The Son of the Sheik
Heartthrob Rudolph Valentino stars as hot-blooded Ahmed, the son of an Algerian leader who falls in love with a street dancer, Yasmin, in this sequel to The Sheik. Ahmed kidnaps Yasmin twice in the film, only to be chased through the desert.

Mickey in Arabia
In this animated seven-minute feature, Mickey and Minnie Mouse visit the Middle East when Sultan Pegleg Pete kidnaps Minnie to work for his harem. Not quite a hunk, scrappy Mickey has been idealized as the perfect mate for Minnie by generations of Americans.

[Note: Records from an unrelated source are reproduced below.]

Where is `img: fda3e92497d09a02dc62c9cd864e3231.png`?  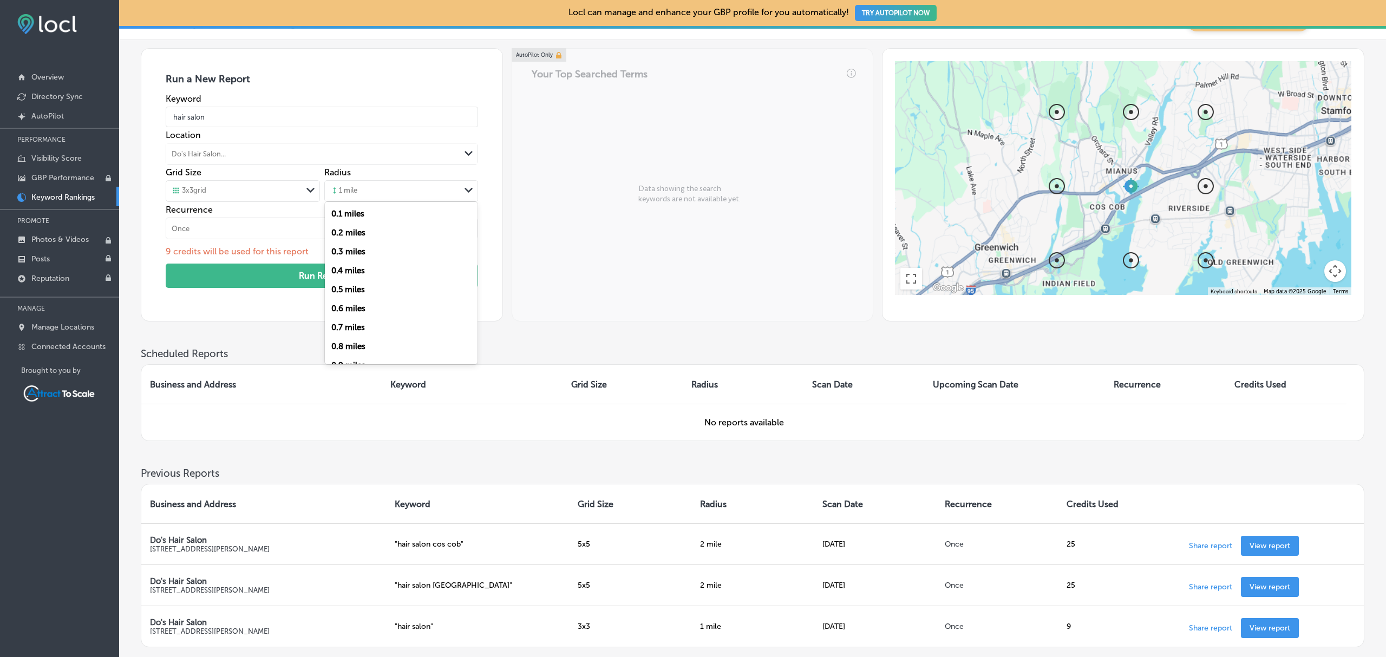 img: fda3e92497d09a02dc62c9cd864e3231.png is located at coordinates (47, 24).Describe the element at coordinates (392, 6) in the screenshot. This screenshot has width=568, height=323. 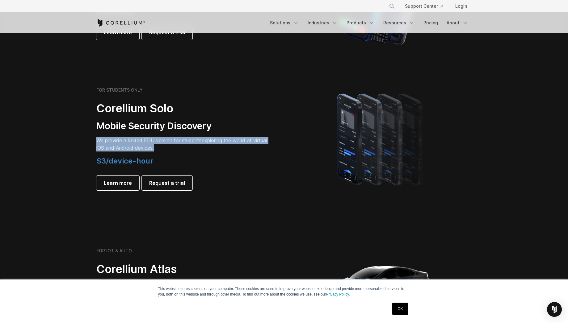
I see `button: Search` at that location.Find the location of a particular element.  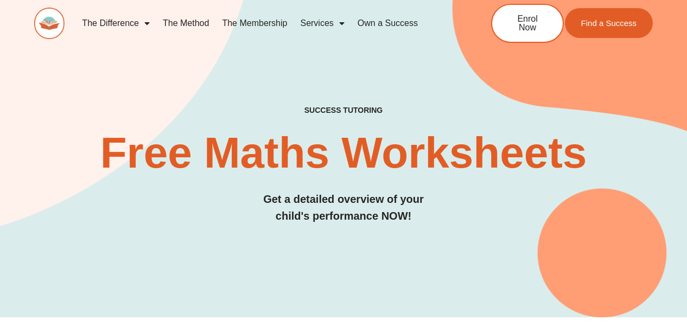

span: Find a Success is located at coordinates (609, 23).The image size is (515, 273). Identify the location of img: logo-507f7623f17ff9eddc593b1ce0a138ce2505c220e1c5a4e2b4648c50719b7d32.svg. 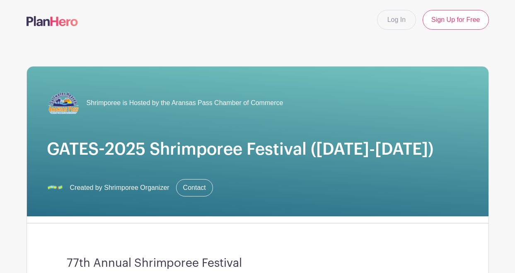
(52, 21). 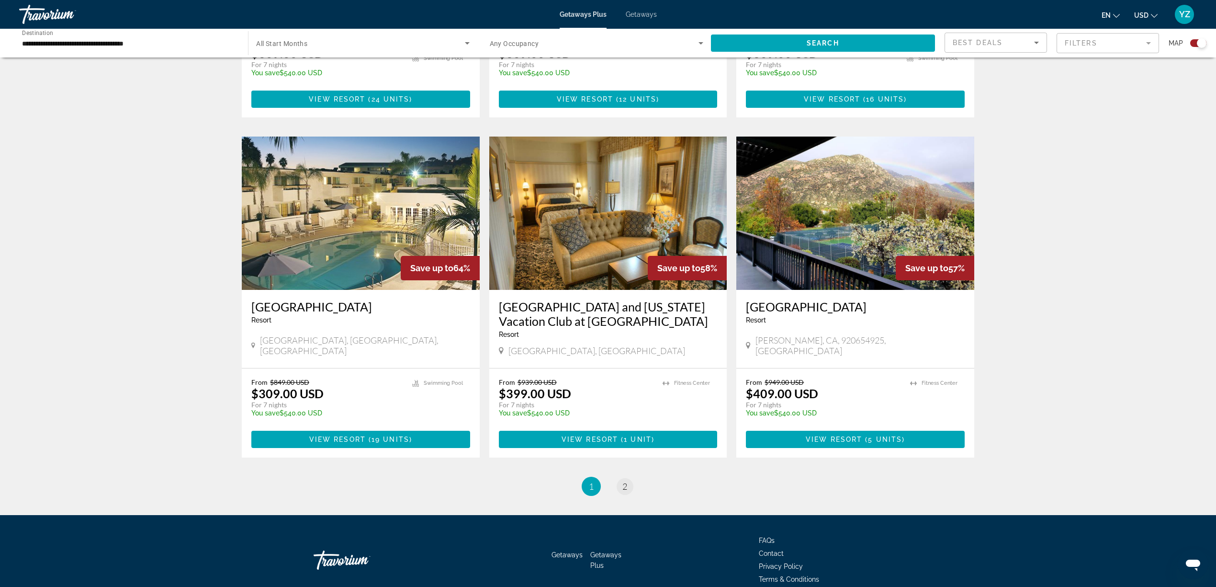 I want to click on button: View Resort(1 unit), so click(x=608, y=439).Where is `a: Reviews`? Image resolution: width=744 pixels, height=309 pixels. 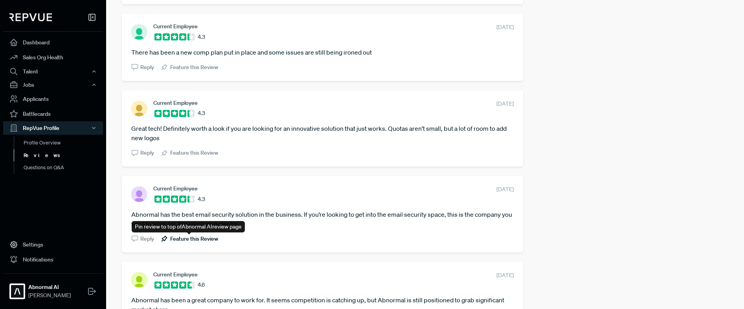 a: Reviews is located at coordinates (64, 156).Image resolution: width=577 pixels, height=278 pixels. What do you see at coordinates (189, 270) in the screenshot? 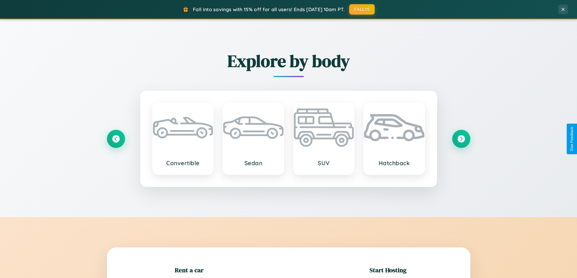
I see `h2: Rent a car` at bounding box center [189, 270].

Prince of Persia: The Sands of Time
Inspired by the eponymous videogame, the movie stars a CGI-buffed Jake Gyllenhaal as the adopted prince of ancient Persia. Gyllenhaal aligns himself with an exotic and feisty princess to prevent a villainous nobleman from possessing the Sands of Time, a gift from the gods that can reverse time and allow its owner to rule the world.

The Thief of Bagdad
From the collection of stories One Thousand and One Nights, Prince Ahmad is blinded and cast out as a beggar. Ahmad, the true king of Baghdad, falls captive to Jaffar, who places him in a dungeon, where he meets Abu, an expert thief. They escape and embark on a fantastical journey that involves a genie in a bottle, a mechanical flying horse, a flying carpet, and a beautiful princess.

Aladdin
This Disney classic was hailed as one of the best animated features of the century and earned more than $504 million worldwide. The American-Arab Anti-Discrimination Committee took issue with this film in 1995 and said it was racist. The committee pointed out that Aladdin and Jasmine are light-skinned while all other characters are "dark-skinned, swarthy, and villainous-cruel palace guards or greedy merchants with Arabic accents and grotesque facial features."

Kismet
Set in ancient Baghdad, this musical involves caliphs, beggar-poets, princesses, and princes. Nearly everyone in the film was white and painted a darker color to signify an Arab heritage.

Three Kings
Set after the end of the Gulf War, three American soldiers go off into the Iraqi desert to find millions in stolen Kuwaiti gold that they in turn hope to steal. Instead, the "kings," played by a kind of Hollywood royalty in George Clooney, Mark Wahlberg, and Ice Cube, become involved in a democratic uprising.

300
Set in 480 B.C., 300 tells the story of as many Spartan soldiers fighting off the invasion of Persian king Xerxes' army of 100,000. Brazilian actor Rodrigo Santoro stars as the egotistical but toned King Xerxes of Persia. Rich, gold-skinned, and covered in gold jewelry, this antagonist helped the movie score more gold at the box office.